Intimate, chamber-style performances capture the music’s gentle charm

Anna Kreetta Gribajcevic, Fine Arts Quartet: Spirit of Bohemia

Anna Kreetta Gribajcevic, Fine Arts Quartet: Spirit of Bohemia

The Strad Issue: June 2021

Description: Intimate, chamber-style performances capture the music’s gentle charm

Musicians: Anna Kreetta Gribajcevic (viola) Jens Peter Maintz (cello) Stepan Simonian (piano) Fine Arts Quartet

Works: Dvořák: String Quartet no.4 in E minor; String Sextet in A major op.48; Polonaise in A major

Catalogue number: NAXOS 8.574205

Probably only too well aware of the music’s Wagnerian leanings (especially unmistakable in the opening movement), Dvořák never intended his 1870 E minor Quartet to see the light of day. Listening again to this expertly written but stylistically unsettled opus, recycled in part in the op.40 Nocturne and op.77 Sextet, one can scarcely credit that just five years later the Serenade for Strings displayed his unmistakable creative imprimatur as though it had been there from the start.

The Fine Arts Quartet successfully avoids the interpretative pitfall of special pleading and musical over-inflation, suggesting instead a sense of where Dvořák might have travelled if he had continued along an essentially Germanic creative path (at times one can almost sense the young Schoenberg waiting in the wings).

The 1878 String Sextet, in which the Fine Arts players are joined by violist Anna Kreetta Gribajcevic and cellist Jens Peter Maintz, is played as an enhanced quartet rather than indulging in Brahmsian richness, which ideally suits the music’s gentle charm, especially in the inspired theme-and-variations finale. For the 1879 Polonaise, the quartet’s cellist Niklas Schmidt is joined by pianist Stepan Simonian in a delightful reading which, as with its companion performances, prefers drawing-room intimacy to explosive concert-hall rhetoric.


* EXERCISE:
In the material below, some lines may hold the word "upper"; state how many do, giving only the number.

* RECORD EXTRACTS:
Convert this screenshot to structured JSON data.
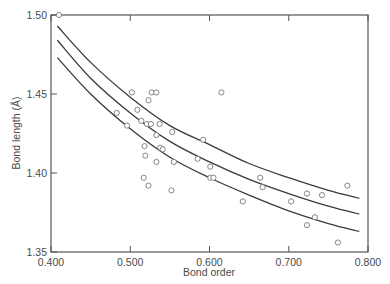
{
  "chart_data": {
    "type": "scatter",
    "title": "",
    "xlabel": "Bond order",
    "ylabel": "Bond length (Å)",
    "xlim": [
      0.4,
      0.8
    ],
    "ylim": [
      1.35,
      1.5
    ],
    "xticks": [
      "0.400",
      "0.500",
      "0.600",
      "0.700",
      "0.800"
    ],
    "xtick_values": [
      0.4,
      0.5,
      0.6,
      0.7,
      0.8
    ],
    "yticks": [
      "1.35",
      "1.40",
      "1.45",
      "1.50"
    ],
    "ytick_values": [
      1.35,
      1.4,
      1.45,
      1.5
    ],
    "grid": false,
    "legend": null,
    "series": [
      {
        "name": "observed",
        "marker": "open-circle",
        "points": [
          [
            0.41,
            1.5
          ],
          [
            0.502,
            1.451
          ],
          [
            0.527,
            1.451
          ],
          [
            0.533,
            1.451
          ],
          [
            0.615,
            1.451
          ],
          [
            0.523,
            1.446
          ],
          [
            0.509,
            1.44
          ],
          [
            0.483,
            1.438
          ],
          [
            0.496,
            1.43
          ],
          [
            0.514,
            1.433
          ],
          [
            0.521,
            1.431
          ],
          [
            0.526,
            1.431
          ],
          [
            0.537,
            1.431
          ],
          [
            0.553,
            1.426
          ],
          [
            0.533,
            1.424
          ],
          [
            0.592,
            1.421
          ],
          [
            0.518,
            1.417
          ],
          [
            0.538,
            1.416
          ],
          [
            0.541,
            1.415
          ],
          [
            0.519,
            1.411
          ],
          [
            0.533,
            1.407
          ],
          [
            0.555,
            1.407
          ],
          [
            0.585,
            1.409
          ],
          [
            0.601,
            1.404
          ],
          [
            0.601,
            1.397
          ],
          [
            0.605,
            1.397
          ],
          [
            0.517,
            1.397
          ],
          [
            0.523,
            1.392
          ],
          [
            0.552,
            1.389
          ],
          [
            0.664,
            1.397
          ],
          [
            0.667,
            1.391
          ],
          [
            0.642,
            1.382
          ],
          [
            0.774,
            1.392
          ],
          [
            0.723,
            1.387
          ],
          [
            0.742,
            1.386
          ],
          [
            0.703,
            1.382
          ],
          [
            0.733,
            1.372
          ],
          [
            0.723,
            1.367
          ],
          [
            0.762,
            1.356
          ]
        ]
      }
    ],
    "curves": [
      {
        "name": "upper-curve",
        "points": [
          [
            0.408,
            1.493
          ],
          [
            0.45,
            1.47
          ],
          [
            0.5,
            1.448
          ],
          [
            0.55,
            1.43
          ],
          [
            0.6,
            1.418
          ],
          [
            0.65,
            1.406
          ],
          [
            0.7,
            1.397
          ],
          [
            0.75,
            1.389
          ],
          [
            0.789,
            1.384
          ]
        ]
      },
      {
        "name": "middle-curve",
        "points": [
          [
            0.408,
            1.484
          ],
          [
            0.45,
            1.46
          ],
          [
            0.5,
            1.438
          ],
          [
            0.55,
            1.42
          ],
          [
            0.6,
            1.407
          ],
          [
            0.65,
            1.396
          ],
          [
            0.7,
            1.387
          ],
          [
            0.75,
            1.379
          ],
          [
            0.789,
            1.374
          ]
        ]
      },
      {
        "name": "lower-curve",
        "points": [
          [
            0.408,
            1.473
          ],
          [
            0.45,
            1.45
          ],
          [
            0.5,
            1.428
          ],
          [
            0.55,
            1.41
          ],
          [
            0.6,
            1.397
          ],
          [
            0.65,
            1.386
          ],
          [
            0.7,
            1.376
          ],
          [
            0.75,
            1.368
          ],
          [
            0.789,
            1.363
          ]
        ]
      }
    ]
  },
  "colors": {
    "axis": "#555555",
    "curve": "#3a3a3a",
    "marker": "#777777",
    "text": "#4a4a4a"
  }
}
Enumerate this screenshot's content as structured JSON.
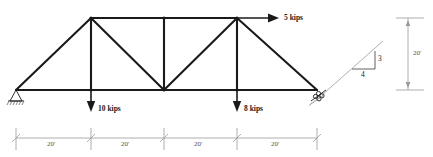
{
  "diagram": {
    "colors": {
      "member": "#1a1a1a",
      "dimension": "#9a9a9a",
      "dimension_text": "#555555",
      "slope_line": "#9a9a9a",
      "background": "#ffffff"
    },
    "loads": [
      {
        "name": "horizontal-load-top-right",
        "label": "5 kips",
        "magnitude": 5,
        "unit": "kips",
        "direction": "right"
      },
      {
        "name": "point-load-left-panel",
        "label": "10 kips",
        "magnitude": 10,
        "unit": "kips",
        "direction": "down"
      },
      {
        "name": "point-load-right-panel",
        "label": "8 kips",
        "magnitude": 8,
        "unit": "kips",
        "direction": "down"
      }
    ],
    "span_dimensions": [
      {
        "label": "20'",
        "value": 20,
        "unit": "ft"
      },
      {
        "label": "20'",
        "value": 20,
        "unit": "ft"
      },
      {
        "label": "20'",
        "value": 20,
        "unit": "ft"
      },
      {
        "label": "20'",
        "value": 20,
        "unit": "ft"
      }
    ],
    "height_dimension": {
      "label": "20'",
      "value": 20,
      "unit": "ft"
    },
    "slope_triangle": {
      "rise_label": "3",
      "run_label": "4",
      "rise": 3,
      "run": 4
    },
    "supports": [
      {
        "name": "pin-support-left",
        "type": "pin"
      },
      {
        "name": "inclined-roller-support-right",
        "type": "inclined-roller"
      }
    ]
  }
}
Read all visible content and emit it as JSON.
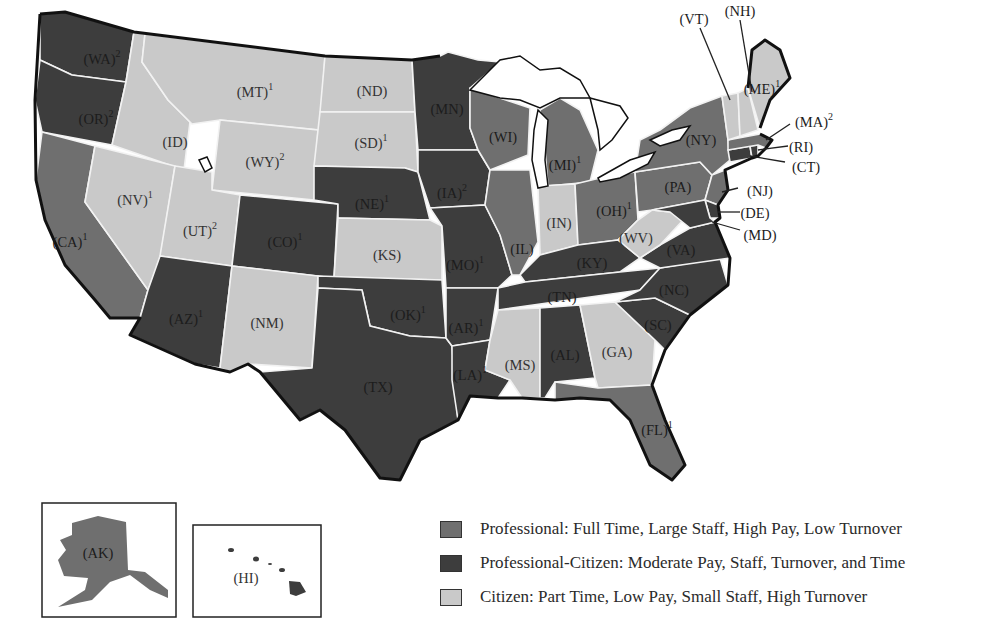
{
  "colors": {
    "professional": "#6f6f6f",
    "professional_citizen": "#3d3d3d",
    "citizen": "#c9c9c9",
    "lake": "#ffffff",
    "border": "#111111"
  },
  "legend": [
    {
      "key": "professional",
      "label": "Professional: Full Time, Large Staff, High Pay, Low Turnover"
    },
    {
      "key": "professional_citizen",
      "label": "Professional-Citizen: Moderate Pay, Staff, Turnover, and Time"
    },
    {
      "key": "citizen",
      "label": "Citizen: Part Time, Low Pay, Small Staff, High Turnover"
    }
  ],
  "states": {
    "WA": {
      "label": "(WA)",
      "sup": "2",
      "category": "professional_citizen"
    },
    "OR": {
      "label": "(OR)",
      "sup": "2",
      "category": "professional_citizen"
    },
    "CA": {
      "label": "(CA)",
      "sup": "1",
      "category": "professional"
    },
    "ID": {
      "label": "(ID)",
      "sup": "",
      "category": "citizen"
    },
    "NV": {
      "label": "(NV)",
      "sup": "1",
      "category": "citizen"
    },
    "MT": {
      "label": "(MT)",
      "sup": "1",
      "category": "citizen"
    },
    "WY": {
      "label": "(WY)",
      "sup": "2",
      "category": "citizen"
    },
    "UT": {
      "label": "(UT)",
      "sup": "2",
      "category": "citizen"
    },
    "AZ": {
      "label": "(AZ)",
      "sup": "1",
      "category": "professional_citizen"
    },
    "CO": {
      "label": "(CO)",
      "sup": "1",
      "category": "professional_citizen"
    },
    "NM": {
      "label": "(NM)",
      "sup": "",
      "category": "citizen"
    },
    "ND": {
      "label": "(ND)",
      "sup": "",
      "category": "citizen"
    },
    "SD": {
      "label": "(SD)",
      "sup": "1",
      "category": "citizen"
    },
    "NE": {
      "label": "(NE)",
      "sup": "1",
      "category": "professional_citizen"
    },
    "KS": {
      "label": "(KS)",
      "sup": "",
      "category": "citizen"
    },
    "OK": {
      "label": "(OK)",
      "sup": "1",
      "category": "professional_citizen"
    },
    "TX": {
      "label": "(TX)",
      "sup": "",
      "category": "professional_citizen"
    },
    "MN": {
      "label": "(MN)",
      "sup": "",
      "category": "professional_citizen"
    },
    "IA": {
      "label": "(IA)",
      "sup": "2",
      "category": "professional_citizen"
    },
    "MO": {
      "label": "(MO)",
      "sup": "1",
      "category": "professional_citizen"
    },
    "AR": {
      "label": "(AR)",
      "sup": "1",
      "category": "professional_citizen"
    },
    "LA": {
      "label": "(LA)",
      "sup": "1",
      "category": "professional_citizen"
    },
    "WI": {
      "label": "(WI)",
      "sup": "",
      "category": "professional"
    },
    "IL": {
      "label": "(IL)",
      "sup": "",
      "category": "professional"
    },
    "MI": {
      "label": "(MI)",
      "sup": "1",
      "category": "professional"
    },
    "IN": {
      "label": "(IN)",
      "sup": "",
      "category": "citizen"
    },
    "OH": {
      "label": "(OH)",
      "sup": "1",
      "category": "professional"
    },
    "KY": {
      "label": "(KY)",
      "sup": "",
      "category": "professional_citizen"
    },
    "TN": {
      "label": "(TN)",
      "sup": "",
      "category": "professional_citizen"
    },
    "MS": {
      "label": "(MS)",
      "sup": "",
      "category": "citizen"
    },
    "AL": {
      "label": "(AL)",
      "sup": "",
      "category": "professional_citizen"
    },
    "GA": {
      "label": "(GA)",
      "sup": "",
      "category": "citizen"
    },
    "FL": {
      "label": "(FL)",
      "sup": "1",
      "category": "professional"
    },
    "SC": {
      "label": "(SC)",
      "sup": "",
      "category": "professional_citizen"
    },
    "NC": {
      "label": "(NC)",
      "sup": "",
      "category": "professional_citizen"
    },
    "VA": {
      "label": "(VA)",
      "sup": "",
      "category": "professional_citizen"
    },
    "WV": {
      "label": "(WV)",
      "sup": "",
      "category": "citizen"
    },
    "PA": {
      "label": "(PA)",
      "sup": "",
      "category": "professional"
    },
    "NY": {
      "label": "(NY)",
      "sup": "",
      "category": "professional"
    },
    "NJ": {
      "label": "(NJ)",
      "sup": "",
      "category": "professional"
    },
    "DE": {
      "label": "(DE)",
      "sup": "",
      "category": "professional_citizen"
    },
    "MD": {
      "label": "(MD)",
      "sup": "",
      "category": "professional_citizen"
    },
    "CT": {
      "label": "(CT)",
      "sup": "",
      "category": "professional_citizen"
    },
    "RI": {
      "label": "(RI)",
      "sup": "",
      "category": "professional_citizen"
    },
    "MA": {
      "label": "(MA)",
      "sup": "2",
      "category": "professional"
    },
    "VT": {
      "label": "(VT)",
      "sup": "",
      "category": "citizen"
    },
    "NH": {
      "label": "(NH)",
      "sup": "",
      "category": "citizen"
    },
    "ME": {
      "label": "(ME)",
      "sup": "1",
      "category": "citizen"
    },
    "AK": {
      "label": "(AK)",
      "sup": "",
      "category": "professional"
    },
    "HI": {
      "label": "(HI)",
      "sup": "",
      "category": "professional_citizen"
    }
  }
}
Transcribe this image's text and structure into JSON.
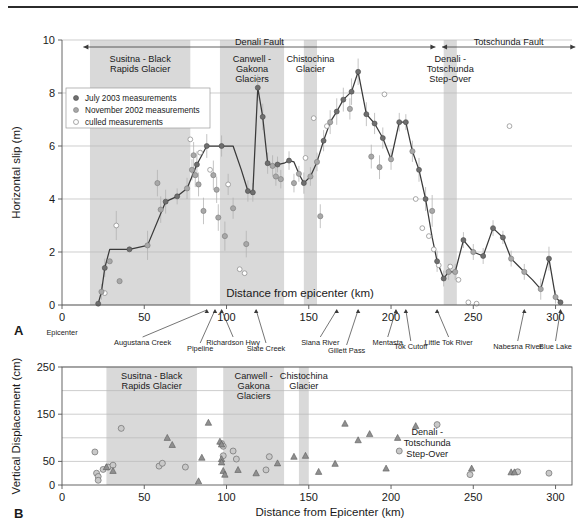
{
  "figure": {
    "panels": [
      {
        "id": "A",
        "x_label": "Distance from epicenter (km)",
        "y_label": "Horizontal slip (m)"
      },
      {
        "id": "B",
        "x_label": "Distance from Epicenter (km)",
        "y_label": "Vertical Displacement (cm)"
      }
    ]
  },
  "panelA": {
    "id": "A",
    "legend": [
      {
        "key": "july",
        "label": "July 2003 measurements"
      },
      {
        "key": "nov",
        "label": "November 2002 measurements"
      },
      {
        "key": "culled",
        "label": "culled measurements"
      }
    ],
    "fault_spans": [
      {
        "label": "Denali Fault",
        "x0": 13,
        "x1": 227
      },
      {
        "label": "Totschunda Fault",
        "x0": 231,
        "x1": 312
      }
    ],
    "bands": [
      {
        "label": "Susitna - Black\nRapids Glacier",
        "lines": [
          "Susitna - Black",
          "Rapids Glacier"
        ],
        "x0": 17,
        "x1": 78
      },
      {
        "label": "Canwell - Gakona Glaciers",
        "lines": [
          "Canwell -",
          "Gakona",
          "Glaciers"
        ],
        "x0": 96,
        "x1": 135
      },
      {
        "label": "Chistochina Glacier",
        "lines": [
          "Chistochina",
          "Glacier"
        ],
        "x0": 147,
        "x1": 155
      },
      {
        "label": "Denali - Totschunda Step-Over",
        "lines": [
          "Denali -",
          "Totschunda",
          "Step-Over"
        ],
        "x0": 232,
        "x1": 240
      }
    ],
    "sites": [
      {
        "name": "Epicenter",
        "x": 0,
        "tip": 0
      },
      {
        "name": "Augustana Creek",
        "x": 49,
        "tip": 88
      },
      {
        "name": "Pipeline",
        "x": 84,
        "tip": 93
      },
      {
        "name": "Richardson Hwy",
        "x": 104,
        "tip": 97
      },
      {
        "name": "Slate Creek",
        "x": 124,
        "tip": 118
      },
      {
        "name": "Slana River",
        "x": 157,
        "tip": 167
      },
      {
        "name": "Gillett Pass",
        "x": 173,
        "tip": 180
      },
      {
        "name": "Mentasta",
        "x": 198,
        "tip": 203
      },
      {
        "name": "Tok Cutoff",
        "x": 212,
        "tip": 209
      },
      {
        "name": "Little Tok River",
        "x": 235,
        "tip": 228
      },
      {
        "name": "Nabesna River",
        "x": 277,
        "tip": 281
      },
      {
        "name": "Blue Lake",
        "x": 300,
        "tip": 303
      }
    ]
  },
  "panelB": {
    "id": "B",
    "bands": [
      {
        "lines": [
          "Susitna - Black",
          "Rapids Glacier"
        ],
        "x0": 27,
        "x1": 82
      },
      {
        "lines": [
          "Canwell -",
          "Gakona",
          "Glaciers"
        ],
        "x0": 98,
        "x1": 135
      },
      {
        "lines": [
          "Chistochina",
          "Glacier"
        ],
        "x0": 144,
        "x1": 150
      }
    ],
    "annotations": [
      {
        "lines": [
          "Denali -",
          "Totschunda",
          "Step-Over"
        ],
        "x": 222,
        "y": 105
      }
    ]
  },
  "chart_data": [
    {
      "type": "line",
      "title": "",
      "xlabel": "Distance from epicenter (km)",
      "ylabel": "Horizontal slip (m)",
      "xlim": [
        0,
        310
      ],
      "ylim": [
        0,
        10
      ],
      "xticks": [
        0,
        50,
        100,
        150,
        200,
        250,
        300
      ],
      "yticks": [
        0,
        2,
        4,
        6,
        8,
        10
      ],
      "grid": true,
      "legend_position": "upper-left",
      "series": [
        {
          "name": "Preferred slip profile",
          "type": "line",
          "x": [
            22,
            24,
            26,
            29,
            41,
            52,
            63,
            70,
            76,
            82,
            88,
            92,
            97,
            99,
            101,
            102,
            104,
            109,
            113,
            116,
            119,
            122,
            125,
            128,
            131,
            135,
            138,
            141,
            144,
            147,
            151,
            155,
            159,
            163,
            167,
            171,
            176,
            180,
            185,
            190,
            195,
            200,
            205,
            209,
            213,
            217,
            221,
            225,
            228,
            232,
            235,
            239,
            244,
            250,
            256,
            262,
            268,
            273,
            277,
            281,
            286,
            291,
            296,
            300,
            303
          ],
          "y": [
            0.05,
            0.5,
            1.4,
            2.1,
            2.1,
            2.25,
            3.9,
            4.1,
            4.4,
            5.3,
            6.0,
            6.0,
            6.0,
            6.0,
            6.0,
            6.0,
            6.0,
            5.1,
            4.3,
            4.25,
            8.2,
            7.1,
            5.35,
            5.25,
            5.3,
            5.35,
            5.45,
            5.4,
            4.95,
            4.6,
            4.85,
            5.4,
            6.2,
            6.9,
            7.3,
            7.75,
            8.05,
            8.8,
            7.2,
            6.85,
            6.3,
            5.5,
            6.9,
            6.9,
            5.8,
            5.1,
            4.0,
            2.55,
            1.65,
            1.0,
            1.25,
            1.25,
            2.45,
            2.0,
            1.85,
            2.9,
            2.55,
            1.75,
            1.5,
            1.25,
            0.95,
            0.6,
            1.75,
            0.3,
            0.1
          ]
        },
        {
          "name": "July 2003 measurements",
          "type": "scatter",
          "points": [
            {
              "x": 22,
              "y": 0.05,
              "err": 0.0
            },
            {
              "x": 26,
              "y": 1.4,
              "err": 0.35
            },
            {
              "x": 41,
              "y": 2.1,
              "err": 0.0
            },
            {
              "x": 63,
              "y": 3.9,
              "err": 0.45
            },
            {
              "x": 70,
              "y": 4.1,
              "err": 0.3
            },
            {
              "x": 82,
              "y": 5.3,
              "err": 0.5
            },
            {
              "x": 88,
              "y": 6.0,
              "err": 0.45
            },
            {
              "x": 97,
              "y": 6.0,
              "err": 0.4
            },
            {
              "x": 113,
              "y": 4.3,
              "err": 0.4
            },
            {
              "x": 116,
              "y": 4.25,
              "err": 0.35
            },
            {
              "x": 119,
              "y": 8.2,
              "err": 0.5
            },
            {
              "x": 122,
              "y": 7.1,
              "err": 0.5
            },
            {
              "x": 125,
              "y": 5.35,
              "err": 0.4
            },
            {
              "x": 131,
              "y": 5.3,
              "err": 0.3
            },
            {
              "x": 138,
              "y": 5.45,
              "err": 0.35
            },
            {
              "x": 147,
              "y": 4.6,
              "err": 0.4
            },
            {
              "x": 159,
              "y": 6.2,
              "err": 0.4
            },
            {
              "x": 167,
              "y": 7.3,
              "err": 0.5
            },
            {
              "x": 171,
              "y": 7.75,
              "err": 0.45
            },
            {
              "x": 176,
              "y": 8.05,
              "err": 0.5
            },
            {
              "x": 180,
              "y": 8.8,
              "err": 0.5
            },
            {
              "x": 185,
              "y": 7.2,
              "err": 0.45
            },
            {
              "x": 190,
              "y": 6.85,
              "err": 0.4
            },
            {
              "x": 195,
              "y": 6.3,
              "err": 0.4
            },
            {
              "x": 205,
              "y": 6.9,
              "err": 0.35
            },
            {
              "x": 209,
              "y": 6.9,
              "err": 0.3
            },
            {
              "x": 217,
              "y": 5.1,
              "err": 0.45
            },
            {
              "x": 221,
              "y": 4.0,
              "err": 0.45
            },
            {
              "x": 228,
              "y": 1.65,
              "err": 0.4
            },
            {
              "x": 232,
              "y": 1.0,
              "err": 0.3
            },
            {
              "x": 244,
              "y": 2.45,
              "err": 0.3
            },
            {
              "x": 256,
              "y": 1.85,
              "err": 0.3
            },
            {
              "x": 262,
              "y": 2.9,
              "err": 0.3
            },
            {
              "x": 268,
              "y": 2.55,
              "err": 0.25
            },
            {
              "x": 296,
              "y": 1.75,
              "err": 0.45
            },
            {
              "x": 303,
              "y": 0.1,
              "err": 0.0
            }
          ]
        },
        {
          "name": "November 2002 measurements",
          "type": "scatter",
          "points": [
            {
              "x": 24,
              "y": 0.5,
              "err": 0.3
            },
            {
              "x": 29,
              "y": 1.65,
              "err": 0.0
            },
            {
              "x": 35,
              "y": 0.9,
              "err": 0.0
            },
            {
              "x": 52,
              "y": 2.25,
              "err": 0.55
            },
            {
              "x": 58,
              "y": 4.6,
              "err": 0.5
            },
            {
              "x": 60,
              "y": 3.6,
              "err": 0.5
            },
            {
              "x": 76,
              "y": 4.4,
              "err": 0.4
            },
            {
              "x": 79,
              "y": 5.1,
              "err": 0.4
            },
            {
              "x": 80,
              "y": 5.65,
              "err": 0.5
            },
            {
              "x": 81,
              "y": 4.9,
              "err": 0.45
            },
            {
              "x": 83,
              "y": 4.55,
              "err": 0.45
            },
            {
              "x": 86,
              "y": 3.55,
              "err": 0.5
            },
            {
              "x": 92,
              "y": 4.9,
              "err": 0.55
            },
            {
              "x": 94,
              "y": 4.35,
              "err": 0.5
            },
            {
              "x": 95,
              "y": 3.3,
              "err": 0.5
            },
            {
              "x": 99,
              "y": 2.6,
              "err": 0.55
            },
            {
              "x": 104,
              "y": 3.65,
              "err": 0.4
            },
            {
              "x": 112,
              "y": 2.3,
              "err": 0.5
            },
            {
              "x": 128,
              "y": 5.25,
              "err": 0.4
            },
            {
              "x": 130,
              "y": 4.85,
              "err": 0.35
            },
            {
              "x": 133,
              "y": 4.75,
              "err": 0.35
            },
            {
              "x": 141,
              "y": 4.6,
              "err": 0.35
            },
            {
              "x": 144,
              "y": 4.95,
              "err": 0.3
            },
            {
              "x": 151,
              "y": 4.85,
              "err": 0.35
            },
            {
              "x": 155,
              "y": 5.4,
              "err": 0.35
            },
            {
              "x": 157,
              "y": 3.35,
              "err": 0.45
            },
            {
              "x": 163,
              "y": 6.9,
              "err": 0.45
            },
            {
              "x": 175,
              "y": 7.4,
              "err": 0.4
            },
            {
              "x": 188,
              "y": 5.6,
              "err": 0.45
            },
            {
              "x": 193,
              "y": 5.2,
              "err": 0.45
            },
            {
              "x": 200,
              "y": 5.5,
              "err": 0.4
            },
            {
              "x": 213,
              "y": 5.8,
              "err": 0.4
            },
            {
              "x": 225,
              "y": 3.55,
              "err": 0.6
            },
            {
              "x": 235,
              "y": 1.25,
              "err": 0.3
            },
            {
              "x": 239,
              "y": 1.25,
              "err": 0.3
            },
            {
              "x": 250,
              "y": 2.0,
              "err": 0.3
            },
            {
              "x": 273,
              "y": 1.75,
              "err": 0.3
            },
            {
              "x": 281,
              "y": 1.25,
              "err": 0.3
            },
            {
              "x": 291,
              "y": 0.6,
              "err": 0.4
            },
            {
              "x": 300,
              "y": 0.3,
              "err": 0.25
            }
          ]
        },
        {
          "name": "culled measurements",
          "type": "scatter",
          "points": [
            {
              "x": 26,
              "y": 0.45,
              "err": 0.0
            },
            {
              "x": 33,
              "y": 3.0,
              "err": 0.55
            },
            {
              "x": 78,
              "y": 6.25,
              "err": 0.0
            },
            {
              "x": 84,
              "y": 5.75,
              "err": 0.0
            },
            {
              "x": 90,
              "y": 5.1,
              "err": 0.0
            },
            {
              "x": 101,
              "y": 4.55,
              "err": 0.4
            },
            {
              "x": 108,
              "y": 1.35,
              "err": 0.0
            },
            {
              "x": 111,
              "y": 1.2,
              "err": 0.0
            },
            {
              "x": 148,
              "y": 5.55,
              "err": 0.0
            },
            {
              "x": 153,
              "y": 7.05,
              "err": 0.0
            },
            {
              "x": 161,
              "y": 6.75,
              "err": 0.0
            },
            {
              "x": 196,
              "y": 7.95,
              "err": 0.0
            },
            {
              "x": 219,
              "y": 2.9,
              "err": 0.0
            },
            {
              "x": 223,
              "y": 2.6,
              "err": 0.0
            },
            {
              "x": 226,
              "y": 2.1,
              "err": 0.0
            },
            {
              "x": 229,
              "y": 1.5,
              "err": 0.0
            },
            {
              "x": 236,
              "y": 1.45,
              "err": 0.0
            },
            {
              "x": 241,
              "y": 0.95,
              "err": 0.0
            },
            {
              "x": 247,
              "y": 0.1,
              "err": 0.0
            },
            {
              "x": 252,
              "y": 0.05,
              "err": 0.0
            },
            {
              "x": 215,
              "y": 4.0,
              "err": 0.0
            },
            {
              "x": 272,
              "y": 6.75,
              "err": 0.0
            }
          ]
        }
      ]
    },
    {
      "type": "scatter",
      "title": "",
      "xlabel": "Distance from Epicenter (km)",
      "ylabel": "Vertical Displacement (cm)",
      "xlim": [
        0,
        310
      ],
      "ylim": [
        0,
        250
      ],
      "xticks": [
        0,
        50,
        100,
        150,
        200,
        250,
        300
      ],
      "yticks": [
        0,
        50,
        150,
        250
      ],
      "gridlines_y": [
        50,
        100,
        150,
        200,
        250
      ],
      "grid": true,
      "series": [
        {
          "name": "circle-measurements",
          "marker": "circle",
          "x": [
            20,
            21,
            22,
            22,
            25,
            28,
            31,
            36,
            59,
            61,
            75,
            97,
            98,
            98,
            104,
            106,
            124,
            126,
            205,
            228,
            248,
            277,
            296
          ],
          "y": [
            70,
            25,
            18,
            10,
            33,
            38,
            42,
            120,
            40,
            46,
            38,
            88,
            82,
            62,
            72,
            55,
            32,
            60,
            72,
            128,
            22,
            28,
            25
          ]
        },
        {
          "name": "triangle-measurements",
          "marker": "triangle",
          "x": [
            27,
            31,
            64,
            67,
            83,
            85,
            89,
            96,
            97,
            97,
            97,
            98,
            99,
            107,
            118,
            131,
            141,
            148,
            156,
            166,
            172,
            180,
            187,
            197,
            204,
            215,
            249,
            273,
            275
          ],
          "y": [
            38,
            30,
            100,
            85,
            8,
            58,
            132,
            92,
            86,
            55,
            48,
            30,
            22,
            32,
            25,
            46,
            60,
            62,
            28,
            45,
            130,
            95,
            108,
            35,
            100,
            125,
            35,
            27,
            27
          ]
        }
      ]
    }
  ]
}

* EXPECTED OUTPUT:
2